How Many Pounds Should a Newborn Gain in a Month?

A healthy newborn gains about 1½ to 2 pounds per month during the first few months of life, which works out to roughly 1 ounce per day. But the first month is unique because babies actually lose weight before they start gaining, so the timeline looks different than you might expect.

The First Two Weeks: Weight Loss Is Normal

Almost every newborn loses weight in the days after birth. Healthy babies typically lose 7 to 10 percent of their birth weight as feeding gets established in the first 72 hours. For a 7½-pound baby, that’s roughly half a pound to three-quarters of a pound. This is completely expected and happens whether you breastfeed or use formula.

Most babies regain their birth weight by about two weeks of age. So when people talk about gaining 1½ to 2 pounds in the first month, that gain is really happening in the back half of the month, after your baby has climbed back to their starting point. The net gain from birth to the one-month mark is typically a bit less than what you’ll see in months two and three, when your baby is gaining steadily from the start.

What Daily Gain Looks Like

Once feeding is well established, babies gain about 1 ounce (28 grams) per day in the first few months. That’s not something you’d notice on a bathroom scale, and it won’t be perfectly consistent day to day. Some days your baby might gain more, other days less. What matters is the overall trend across weeks, not what happens between Tuesday and Wednesday.

Your pediatrician tracks this trend using growth charts developed by the World Health Organization. These charts plot your baby’s weight against thousands of other infants and assign a percentile. A baby at the 30th percentile isn’t “behind.” It simply means 30 percent of babies weigh less and 70 percent weigh more. The key number your pediatrician watches isn’t the percentile itself but whether your baby stays on a consistent curve over time. A baby who’s been tracking the 25th percentile and suddenly drops to the 5th is more concerning than a baby who’s been steadily at the 10th.

Breastfed vs. Formula-Fed Babies

Breastfed and formula-fed babies don’t gain weight at exactly the same pace. Healthy breastfed infants typically put on weight more slowly than formula-fed infants during the first year, with the difference becoming more noticeable after about three months. In the first month, the gap is small, and both groups generally fall within that 1½ to 2 pounds per month range. Length growth is similar regardless of feeding method.

This difference matters because older growth charts were based heavily on formula-fed babies, which sometimes made breastfed infants look like they were falling behind when they were actually growing normally. The WHO charts now used in the U.S. for children under two were built from data on breastfed infants in six countries, giving a more accurate picture of healthy growth across feeding methods.

Signs Your Baby Is Getting Enough

Between pediatrician visits, you won’t have precise weight data at home. Diaper output is the most reliable day-to-day indicator. By the end of the first week, a well-fed newborn typically produces six or more wet diapers and three or more stools per day. If your baby is feeding regularly, seems satisfied after feedings, and is producing plenty of wet and dirty diapers, weight gain is almost certainly on track.

Signs that your baby may not be getting enough include fewer wet and soiled diapers than usual, dry lips, a sunken soft spot on the head, dark circles around the eyes, and unusual sleepiness or difficulty waking for feeds. Any of these, especially in combination, warrants a call to your pediatrician.

How Weight Checks Work

The American Academy of Pediatrics recommends a first office visit at 3 to 5 days of age, which is timed specifically to catch excessive weight loss early while feeding is still being established. Most pediatricians will then see your baby again around two weeks and at one month. These early visits are primarily about weight. Your baby will be weighed undressed on an infant scale, since even a diaper or onesie can throw off the reading by an ounce or two.

If your pediatrician has concerns about weight gain, they may schedule more frequent check-ins, sometimes weekly, until the trend looks solid. This doesn’t necessarily mean something is wrong. Some babies just need a little more time or a feeding adjustment to hit their stride. A single low reading is rarely cause for alarm. The pattern over multiple visits tells the real story.

Month by Month After the Newborn Period

Weight gain slows gradually as babies get older. During months one through three, 1½ to 2 pounds per month is typical. From about four to six months, most babies gain closer to 1 to 1¼ pounds per month. By the second half of the first year, the rate drops further. Most babies double their birth weight by around four to five months and triple it by their first birthday.

These are averages, and healthy babies vary widely. A baby who was born at 6 pounds and one born at 9 pounds will follow different curves, but both can be gaining perfectly well at different absolute numbers. Your baby’s individual growth pattern, plotted consistently on a growth chart, is always more informative than any single monthly number.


EXERCISE AIM> The answer must be a single number: how many lines of the records below hold the word "bessel".

>>>

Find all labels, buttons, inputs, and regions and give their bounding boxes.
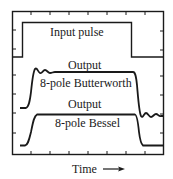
input-pulse-label: Input pulse: [50, 26, 104, 38]
butterworth-name-label: 8-pole Butterworth: [40, 77, 132, 89]
bessel-name-label: 8-pole Bessel: [55, 117, 120, 129]
butterworth-output-label: Output: [68, 59, 101, 71]
x-axis-label: Time: [72, 163, 97, 175]
arrow-right-icon: [103, 167, 125, 172]
bessel-output-label: Output: [68, 98, 101, 110]
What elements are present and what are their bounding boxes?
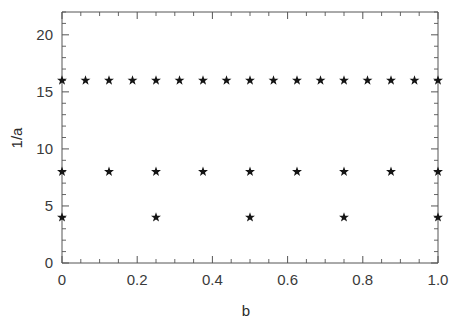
x-tick-label-0: 0 [58, 271, 66, 288]
x-axis-title: b [242, 302, 250, 319]
x-tick-label-3: 0.6 [277, 271, 298, 288]
y-tick-label-2: 10 [36, 140, 53, 157]
y-tick-label-4: 20 [36, 26, 53, 43]
scatter-plot-figure: 00.20.40.60.81.0 05101520 b 1/a [0, 0, 464, 329]
x-tick-label-1: 0.2 [127, 271, 148, 288]
x-tick-label-2: 0.4 [202, 271, 223, 288]
plot-background [0, 0, 464, 329]
plot-canvas: 00.20.40.60.81.0 05101520 b 1/a [0, 0, 464, 329]
y-tick-label-3: 15 [36, 83, 53, 100]
x-tick-label-5: 1.0 [428, 271, 449, 288]
x-tick-label-4: 0.8 [352, 271, 373, 288]
y-axis-title: 1/a [8, 127, 25, 149]
y-tick-label-1: 5 [45, 197, 53, 214]
y-tick-label-0: 0 [45, 254, 53, 271]
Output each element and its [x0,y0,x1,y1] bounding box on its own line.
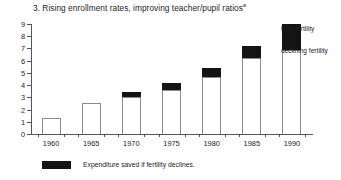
chart-container: 3. Rising enrollment rates, improving te… [0,0,341,180]
chart-title-superscript: a [243,2,246,8]
x-tick-label-1970: 1970 [111,140,151,147]
x-minor-tick-1980-1 [225,134,226,137]
bar-1980[interactable] [202,68,221,134]
bar-segment-declining-fertility-1960 [42,118,61,134]
bar-1985[interactable] [242,46,261,134]
y-tick-label-6: 6 [13,57,25,64]
y-tick-8 [27,36,31,37]
bar-segment-high-fertility-1975 [162,83,181,90]
x-minor-tick-1975-1 [185,134,186,137]
annotation-declining-fertility: declining fertility [281,47,328,54]
x-minor-tick-1960-0 [38,134,39,137]
x-minor-tick-1960-1 [64,134,65,137]
y-tick-2 [27,110,31,111]
y-tick-label-2: 2 [13,106,25,113]
x-minor-tick-1990-0 [279,134,280,137]
legend-swatch-expenditure-saved [42,161,71,169]
x-tick-label-1990: 1990 [272,140,312,147]
legend: Expenditure saved if fertility declines. [42,161,195,169]
y-tick-label-8: 8 [13,33,25,40]
bar-segment-declining-fertility-1970 [122,97,141,134]
bar-1990[interactable] [282,24,301,134]
x-minor-tick-1980-0 [199,134,200,137]
bar-segment-declining-fertility-1965 [82,103,101,134]
y-tick-1 [27,122,31,123]
chart-title-text: 3. Rising enrollment rates, improving te… [33,3,243,13]
x-minor-tick-1965-1 [104,134,105,137]
bar-1965[interactable] [82,103,101,134]
y-tick-0 [27,134,31,135]
x-minor-tick-1970-0 [118,134,119,137]
x-minor-tick-1985-1 [265,134,266,137]
x-tick-label-1960: 1960 [31,140,71,147]
y-tick-label-9: 9 [13,21,25,28]
y-tick-3 [27,97,31,98]
chart-title: 3. Rising enrollment rates, improving te… [33,2,246,13]
bar-1960[interactable] [42,118,61,134]
x-tick-label-1965: 1965 [71,140,111,147]
x-tick-label-1985: 1985 [232,140,272,147]
annotation-high-fertility: high fertility [281,25,314,32]
legend-label: Expenditure saved if fertility declines. [83,161,195,169]
y-tick-label-3: 3 [13,94,25,101]
y-tick-label-1: 1 [13,118,25,125]
x-minor-tick-1965-0 [78,134,79,137]
x-minor-tick-1975-0 [159,134,160,137]
bar-segment-declining-fertility-1980 [202,77,221,134]
bar-segment-high-fertility-1970 [122,92,141,97]
x-tick-label-1975: 1975 [152,140,192,147]
x-tick-label-1980: 1980 [192,140,232,147]
y-axis-line [31,24,32,135]
bar-segment-declining-fertility-1985 [242,58,261,134]
bar-segment-high-fertility-1980 [202,68,221,77]
x-minor-tick-1985-0 [239,134,240,137]
bar-1970[interactable] [122,92,141,134]
bar-segment-declining-fertility-1990 [282,50,301,134]
y-tick-7 [27,48,31,49]
y-tick-label-7: 7 [13,45,25,52]
x-minor-tick-1990-1 [305,134,306,137]
bar-1975[interactable] [162,83,181,134]
y-tick-label-5: 5 [13,69,25,76]
y-tick-5 [27,73,31,74]
bar-segment-high-fertility-1985 [242,46,261,58]
x-axis-line [31,134,313,135]
y-tick-label-0: 0 [13,131,25,138]
y-tick-9 [27,24,31,25]
y-tick-4 [27,85,31,86]
plot-area: 0123456789 1960196519701975198019851990 [31,24,312,134]
y-tick-6 [27,61,31,62]
y-tick-label-4: 4 [13,82,25,89]
x-minor-tick-1970-1 [144,134,145,137]
bar-segment-declining-fertility-1975 [162,90,181,134]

<<<

RESULT OF THIS TASK> 2